On Tuesday afternoon, Agence France-Presse (AFP) reported: Brazil’s Supreme Court said it was lifting a ban on Elon Musk’s social network X, which was blocked in its biggest Latin American market for over a month amid a row over [alleged] disinformation.
“I authorize the immediate return of the activities” of the social platform, Judge Alexandre de Moraes said in his ruling, after X settled millions of dollars in fines for failing to comply with a series of court orders.
It's worth noting that Moraes is the same judge who barred former President Eduardo Bolsonaro from running for President again until 2028.
He gave Brazil’s communications regulator 24 hours to make the platform previously known as Twitter accessible again to its millions of Brazilian users.
Musk had yet to react to the decision.
Moraes has for months been embroiled in a standoff with the world’s richest man, a self-declared “free speech absolutist,” over a flood of [purported] online disinformation related to Brazil’s 2022 election campaign.
On August 31, the tensions came to a head when Moraes dramatically blocked X for failing to deactivate the accounts of dozens of supporters of former far-right president Jair Bolsonaro and to name a new legal representative in Brazil.
The row, which pitted freedom of expression against corporate responsibility, was closely watched worldwide.
A furious Musk lashed out at Moraes by calling him an “evil dictator” and dubbing him “Voldemort” after the villain from the “Harry Potter” series.
Moraes, for his part, accused the platform of undermining democracy by allowing disinformation to flourish — a position backed by Brazilian President Luiz Inacio Lula da Silva, who declared that the state would not “be intimidated by individuals, companies or digital platforms that believe themselves to be above the law.”
X eventually complied with all of Moraes’s demands in order to have the suspension lifted.
Last week, the judge confirmed that the company had also settled around $5.2 million in fines.
For the original read from AFP, visit Insider Paper.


ASSIGNMENT: Locate the line that contains "What do you see at coordinates (694, 17)" in the data that follows. Copy it and every subsequent line to the end, exactly, excluding pictures.

::: MATERIAL FOR THIS EXERCISE :::

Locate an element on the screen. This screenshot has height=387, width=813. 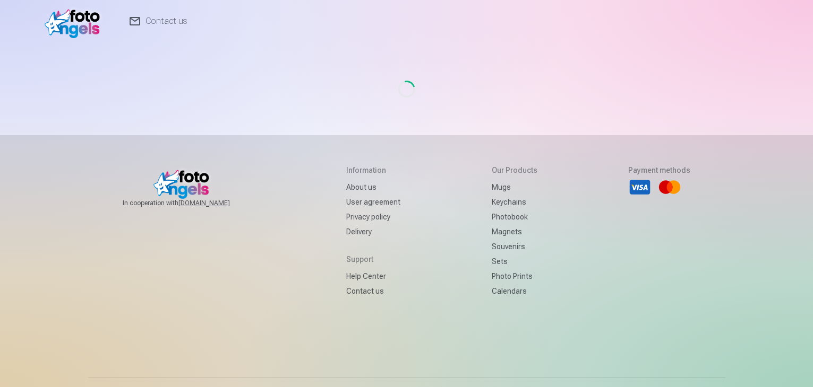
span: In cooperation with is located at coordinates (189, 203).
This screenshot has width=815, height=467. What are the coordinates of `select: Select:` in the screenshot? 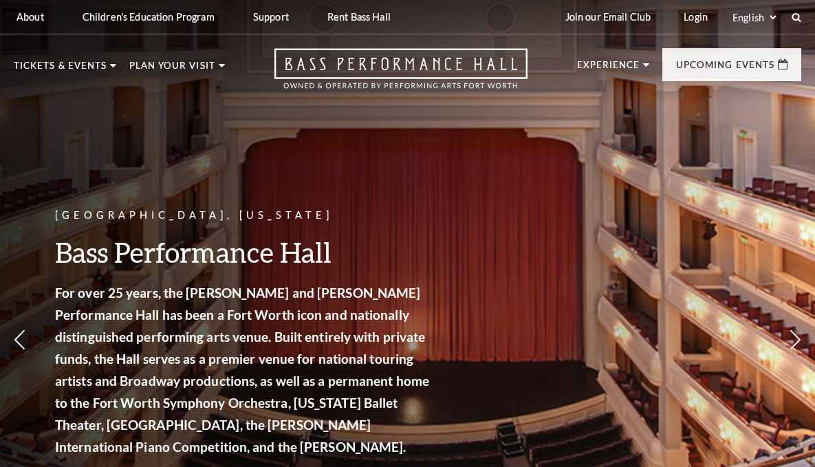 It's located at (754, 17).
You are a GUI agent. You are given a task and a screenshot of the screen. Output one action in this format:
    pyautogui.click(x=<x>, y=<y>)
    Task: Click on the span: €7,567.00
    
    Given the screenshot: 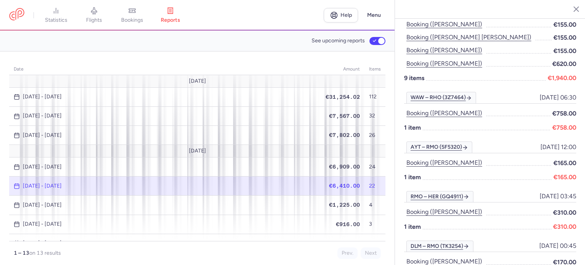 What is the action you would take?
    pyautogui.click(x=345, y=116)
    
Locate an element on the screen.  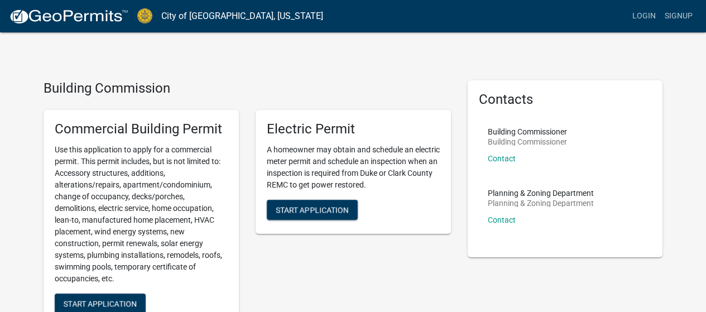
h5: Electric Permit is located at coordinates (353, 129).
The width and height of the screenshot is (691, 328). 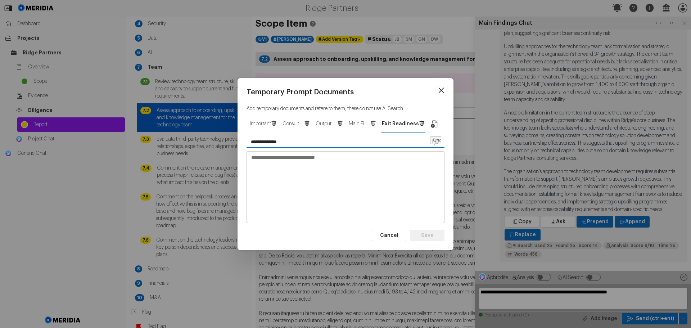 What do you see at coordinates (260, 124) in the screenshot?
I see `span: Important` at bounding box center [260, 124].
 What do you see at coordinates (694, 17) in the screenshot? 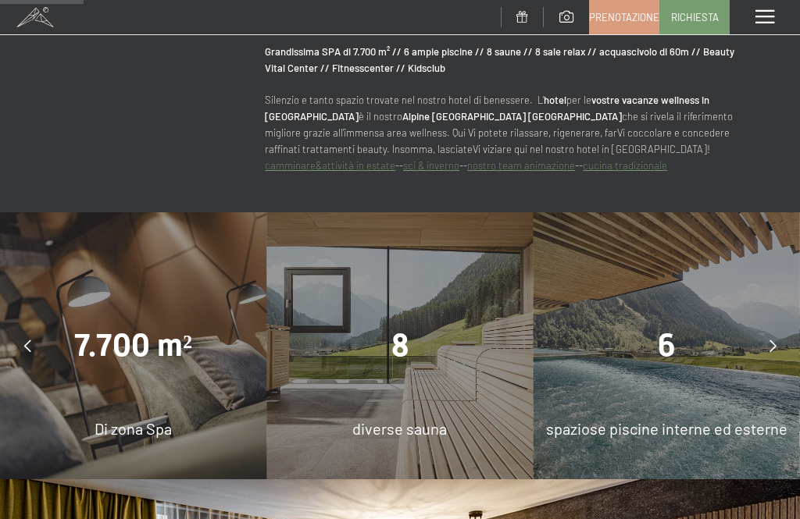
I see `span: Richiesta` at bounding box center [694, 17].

:::

WRITTEN RESPONSE:
 What do you see at coordinates (694, 17) in the screenshot? 
I see `span: Richiesta` at bounding box center [694, 17].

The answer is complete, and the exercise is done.